Wednesday 15 September 2010


Operator error, or KM error?


I have been reading through a book about the explosion at Esso’s Longford refinery in Australia; a sobering report of a fatal disaster, which makes some interesting points about "Operator error". It got me thinking about whether operator error is a cause of failure, or a symptom of a deeper failure - a  failure of the Knowledge Management system.

"Operator error" might be a first pass conclusion when something goes wrong, but the book suggests that very often you need to look deeper, and understand why the operator made an error. Did they have all the knowledge they needed to make decisions? Did they have training? Did they have access to expertise?

Here's what Wikipedia says about the disaster
During the morning of Friday 25 September 1998, a pump supplying heated lean oil to heat exchanger GP905 in Gas Plant No. 1 went offline for four hours, due to an increase in flow from the Marlin Gas Field which caused an overflow of condensate in the absorber. A heat exchanger is a vessel that allows the transfer of heat from a hot stream to a cold stream, and so does not operate at a single temperature, but experiences a range of temperatures throughout the vessel. Temperatures throughout GP905 normally ranged from 60 °C to 230 °C (140 °F to 446 °F). Investigators estimated that, due to the failure of the lean oil pump, parts of GP905 experienced temperatures as low as −48 °C (−54 °F). Ice had formed on the unit, and it was decided to resume pumping heated lean oil in to thaw it.
When the lean oil pump resumed operation, it pumped oil into the heat exchanger at 230 °C (446 °F) - the temperature differential caused a brittle fracture in the exchanger (GP905) at 12.26pm. About 10 metric tonnes of hydrocarbon vapour were immediately vented from the rupture. A vapour cloud formed and drifted downwind. When it reached a set of heaters 170 metres away, it ignited. This caused a deflagration (a burning vapour cloud). The flame front burnt its way through the vapour cloud, without causing an explosion. When the flamefront reached the rupture in the heat exchanger, a fierce jet fire developed that lasted for two days ......
Peter Wilson and John Lowery were killed in the accident and eight others were injured.....Esso blamed the accident on worker negligence, in particular Jim Ward, one of the panel workers on duty on the day of the explosion.  The findings of the Royal Commission, however, cleared Ward of any negligence or wrong-doing. Instead, the Commission found Esso fully responsible for the accident:
So what might cause apparent "operator error" or "worker negligence" as Wikipedia puts it, in cases like this?  The disaster happened when hot oil was pumped into the cold exchanger, which was the wrong thing to do, but why did the operators do this? The book mentions what it calls "latent conditions" which can cause operators to make poor decisions, such as "poor design, gaps in supervision, undetected manufacturing defects or maintenance failures, unworkable procedures, clumsy automation, shortalls in training, less than adequate tools and equipment (which) may be present for many years before they combine with local circumstances and activate failures to penetrate the system's many layers of defences".

If an operator does not have the correct training, or the correct procedures, for example, then they do not have the means to make the correct decision, and so may end up making mistakes through ignorance. If they do not have the knowledge they need to make an effective decision, then any error they make could be argued to be not their fault. The failure could therefore be seen to be a failure of the knowledge management system, for not providing the operators with the knowledge they need to avoid the error, to make the correct decision, or to take the necessary preventative action when things go wrong.

In knowledge management terms, the investigative commission found these three contributory factors (again, according to Wikipedia), which talk to a lack of knowledge on behalf of the operators, lack of access to more skilled knowledge, and lack of communication of knowledge - all of them potential KM failures
  • inadequate training of personnel in normal operating procedures of a hazardous process;
  • the relocation of plant engineers to Melbourne had reduced the quality of supervision at the plant;
  • poor communication between shifts meant that the pump shutdown was not communicated to the following shift.

The following quote from the book is a statement from the operator himself, and you can hear from the language he uses that this was way outside his experience and knowledge base.
"Things happened on that day that no one had seen at Longford before. A steel cylinder sprang a leak that let liquid hydrocarbon spill onto the ground. A dribble at first, but then, over the course of the morning it developed into a cascade ... Ice formed on pipework that normally was too hot to touch. Pumps that never stopped, ceased flowing and refused to start. Storage tank liquid levels that were normally stable plummeted ... I was in Control Room One when the first explosion ripped apart a 14-tonne steel vessel, 25 metres from where I was standing. It sent shards of steel, dust, debris and liquid hydrocarbon into the atmosphere".
In a situation like this, where operator error can be lethal and operator error through ignorance cannot be allowed, effective knowledge management (in the sense of ensuring that people have access to the knowledge they need, at the time they need it, in order to make correct decisions) is not just a nice-to-have; it's a life saver.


EXERCISE DIRECTIONS: In the records below, begin at the line containing "The width and height of the screenshot is (747, 362)." and end at the line containing "What do you see at coordinates (360, 104)"; quote every line in that span exactly, including both boundary lines, and no others.

Collection entries
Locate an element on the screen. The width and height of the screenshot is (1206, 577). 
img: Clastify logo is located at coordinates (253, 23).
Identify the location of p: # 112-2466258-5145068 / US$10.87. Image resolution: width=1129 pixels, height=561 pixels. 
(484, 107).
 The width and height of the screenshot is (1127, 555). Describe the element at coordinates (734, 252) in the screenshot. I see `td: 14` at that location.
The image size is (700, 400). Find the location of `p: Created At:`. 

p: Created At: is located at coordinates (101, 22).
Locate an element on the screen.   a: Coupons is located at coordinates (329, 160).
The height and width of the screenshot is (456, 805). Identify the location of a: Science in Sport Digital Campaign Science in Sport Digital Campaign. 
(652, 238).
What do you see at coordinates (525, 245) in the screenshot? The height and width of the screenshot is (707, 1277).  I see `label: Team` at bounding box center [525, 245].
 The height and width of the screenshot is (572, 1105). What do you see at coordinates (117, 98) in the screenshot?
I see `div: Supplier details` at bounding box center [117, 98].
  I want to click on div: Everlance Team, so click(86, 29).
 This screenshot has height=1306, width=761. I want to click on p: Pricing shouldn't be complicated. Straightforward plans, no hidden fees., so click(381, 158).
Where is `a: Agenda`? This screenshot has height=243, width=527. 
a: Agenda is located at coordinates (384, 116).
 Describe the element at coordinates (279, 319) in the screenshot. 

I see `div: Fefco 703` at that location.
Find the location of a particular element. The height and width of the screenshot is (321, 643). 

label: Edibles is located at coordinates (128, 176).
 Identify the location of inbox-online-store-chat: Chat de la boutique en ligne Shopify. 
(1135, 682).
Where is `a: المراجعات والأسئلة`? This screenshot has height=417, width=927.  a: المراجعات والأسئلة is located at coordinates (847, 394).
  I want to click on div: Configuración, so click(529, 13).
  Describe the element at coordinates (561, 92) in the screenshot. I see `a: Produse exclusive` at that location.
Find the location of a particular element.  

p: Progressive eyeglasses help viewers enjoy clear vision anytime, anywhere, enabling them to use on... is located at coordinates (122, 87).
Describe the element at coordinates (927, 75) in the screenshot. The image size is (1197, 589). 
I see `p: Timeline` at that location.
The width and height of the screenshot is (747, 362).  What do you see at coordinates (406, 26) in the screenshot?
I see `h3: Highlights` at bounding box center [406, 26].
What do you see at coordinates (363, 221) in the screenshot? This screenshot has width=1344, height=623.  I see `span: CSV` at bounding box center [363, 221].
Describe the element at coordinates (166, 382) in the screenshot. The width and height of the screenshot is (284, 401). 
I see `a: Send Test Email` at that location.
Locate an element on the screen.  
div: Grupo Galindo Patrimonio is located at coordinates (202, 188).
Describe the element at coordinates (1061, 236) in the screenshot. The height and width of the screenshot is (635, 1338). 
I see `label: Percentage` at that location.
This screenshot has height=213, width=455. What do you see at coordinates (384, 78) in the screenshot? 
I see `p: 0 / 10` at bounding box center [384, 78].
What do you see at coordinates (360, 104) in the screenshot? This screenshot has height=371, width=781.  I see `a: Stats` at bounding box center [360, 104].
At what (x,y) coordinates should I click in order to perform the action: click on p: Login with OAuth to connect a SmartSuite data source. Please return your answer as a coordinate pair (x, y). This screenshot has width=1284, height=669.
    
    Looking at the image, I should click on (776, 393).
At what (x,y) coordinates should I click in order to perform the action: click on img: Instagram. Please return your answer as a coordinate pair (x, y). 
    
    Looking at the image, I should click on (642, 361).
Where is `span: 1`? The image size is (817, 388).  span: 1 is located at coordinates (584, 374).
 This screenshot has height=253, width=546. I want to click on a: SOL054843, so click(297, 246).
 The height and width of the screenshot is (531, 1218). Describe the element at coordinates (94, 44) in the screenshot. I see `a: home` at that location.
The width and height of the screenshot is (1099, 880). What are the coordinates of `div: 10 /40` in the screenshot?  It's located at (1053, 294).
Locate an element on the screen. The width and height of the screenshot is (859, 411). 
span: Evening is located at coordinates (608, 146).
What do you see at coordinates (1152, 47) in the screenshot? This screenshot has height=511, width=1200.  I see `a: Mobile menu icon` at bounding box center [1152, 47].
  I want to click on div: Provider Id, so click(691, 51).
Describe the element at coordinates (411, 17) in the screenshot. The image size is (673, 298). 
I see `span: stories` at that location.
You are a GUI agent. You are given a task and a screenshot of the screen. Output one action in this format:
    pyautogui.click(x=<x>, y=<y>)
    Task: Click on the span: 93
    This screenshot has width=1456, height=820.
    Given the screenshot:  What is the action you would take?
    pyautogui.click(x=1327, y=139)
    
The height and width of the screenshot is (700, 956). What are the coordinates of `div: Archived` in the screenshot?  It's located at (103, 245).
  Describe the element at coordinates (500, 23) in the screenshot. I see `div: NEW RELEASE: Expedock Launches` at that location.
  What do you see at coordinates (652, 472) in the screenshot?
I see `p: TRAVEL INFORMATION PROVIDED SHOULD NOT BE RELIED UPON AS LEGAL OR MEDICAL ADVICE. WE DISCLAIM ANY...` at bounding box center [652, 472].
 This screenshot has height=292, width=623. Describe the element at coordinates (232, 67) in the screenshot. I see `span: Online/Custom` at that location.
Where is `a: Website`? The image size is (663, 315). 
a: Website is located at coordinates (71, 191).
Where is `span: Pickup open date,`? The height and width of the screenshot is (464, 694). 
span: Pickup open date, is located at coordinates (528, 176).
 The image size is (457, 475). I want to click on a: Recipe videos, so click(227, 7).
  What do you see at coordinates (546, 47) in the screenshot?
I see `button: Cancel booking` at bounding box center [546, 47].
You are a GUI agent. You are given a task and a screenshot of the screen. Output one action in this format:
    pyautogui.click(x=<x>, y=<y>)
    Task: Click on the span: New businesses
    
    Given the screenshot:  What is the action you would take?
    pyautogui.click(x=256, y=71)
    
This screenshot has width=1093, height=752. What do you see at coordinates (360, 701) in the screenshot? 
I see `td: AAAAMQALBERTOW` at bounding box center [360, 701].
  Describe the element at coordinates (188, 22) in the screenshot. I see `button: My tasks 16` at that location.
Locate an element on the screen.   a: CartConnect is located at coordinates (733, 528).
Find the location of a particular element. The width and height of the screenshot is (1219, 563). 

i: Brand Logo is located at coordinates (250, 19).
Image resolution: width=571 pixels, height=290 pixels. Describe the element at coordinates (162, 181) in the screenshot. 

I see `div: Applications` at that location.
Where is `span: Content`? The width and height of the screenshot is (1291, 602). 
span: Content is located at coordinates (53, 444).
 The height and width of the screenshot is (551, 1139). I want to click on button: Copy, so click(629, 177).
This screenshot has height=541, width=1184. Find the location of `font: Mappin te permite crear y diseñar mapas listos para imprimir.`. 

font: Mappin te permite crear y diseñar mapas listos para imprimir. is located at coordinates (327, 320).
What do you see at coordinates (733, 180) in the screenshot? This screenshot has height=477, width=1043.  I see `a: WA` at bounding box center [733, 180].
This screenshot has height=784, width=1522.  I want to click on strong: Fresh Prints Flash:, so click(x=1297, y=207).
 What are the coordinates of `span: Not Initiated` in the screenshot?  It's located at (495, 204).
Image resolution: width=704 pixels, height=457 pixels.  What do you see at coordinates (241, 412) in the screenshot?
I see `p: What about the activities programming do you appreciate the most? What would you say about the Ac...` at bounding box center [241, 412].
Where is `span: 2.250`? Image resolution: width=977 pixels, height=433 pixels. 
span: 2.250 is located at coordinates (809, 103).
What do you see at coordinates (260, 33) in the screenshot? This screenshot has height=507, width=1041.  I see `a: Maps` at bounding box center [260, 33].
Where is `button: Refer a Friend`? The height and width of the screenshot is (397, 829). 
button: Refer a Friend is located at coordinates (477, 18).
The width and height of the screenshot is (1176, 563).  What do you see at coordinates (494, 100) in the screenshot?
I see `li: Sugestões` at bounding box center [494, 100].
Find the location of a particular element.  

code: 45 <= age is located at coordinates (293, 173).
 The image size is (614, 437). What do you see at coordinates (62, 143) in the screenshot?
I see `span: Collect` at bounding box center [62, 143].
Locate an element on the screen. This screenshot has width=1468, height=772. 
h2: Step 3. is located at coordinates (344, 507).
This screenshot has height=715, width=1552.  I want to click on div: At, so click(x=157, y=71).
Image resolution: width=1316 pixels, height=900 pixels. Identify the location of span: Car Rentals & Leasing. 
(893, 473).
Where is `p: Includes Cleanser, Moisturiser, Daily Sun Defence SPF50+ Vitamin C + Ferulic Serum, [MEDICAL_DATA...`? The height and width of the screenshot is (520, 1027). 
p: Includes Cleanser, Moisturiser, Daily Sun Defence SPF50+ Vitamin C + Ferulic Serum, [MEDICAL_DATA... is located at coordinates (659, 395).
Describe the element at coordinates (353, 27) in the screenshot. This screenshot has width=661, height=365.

SOLUTION:
The width and height of the screenshot is (747, 362).  What do you see at coordinates (406, 26) in the screenshot?
I see `h3: Highlights` at bounding box center [406, 26].
What do you see at coordinates (363, 221) in the screenshot? This screenshot has width=1344, height=623.  I see `span: CSV` at bounding box center [363, 221].
Describe the element at coordinates (166, 382) in the screenshot. The width and height of the screenshot is (284, 401). 
I see `a: Send Test Email` at that location.
Locate an element on the screen.  
div: Grupo Galindo Patrimonio is located at coordinates (202, 188).
Describe the element at coordinates (1061, 236) in the screenshot. The height and width of the screenshot is (635, 1338). 
I see `label: Percentage` at that location.
This screenshot has height=213, width=455. What do you see at coordinates (384, 78) in the screenshot? 
I see `p: 0 / 10` at bounding box center [384, 78].
What do you see at coordinates (360, 104) in the screenshot? This screenshot has height=371, width=781.  I see `a: Stats` at bounding box center [360, 104].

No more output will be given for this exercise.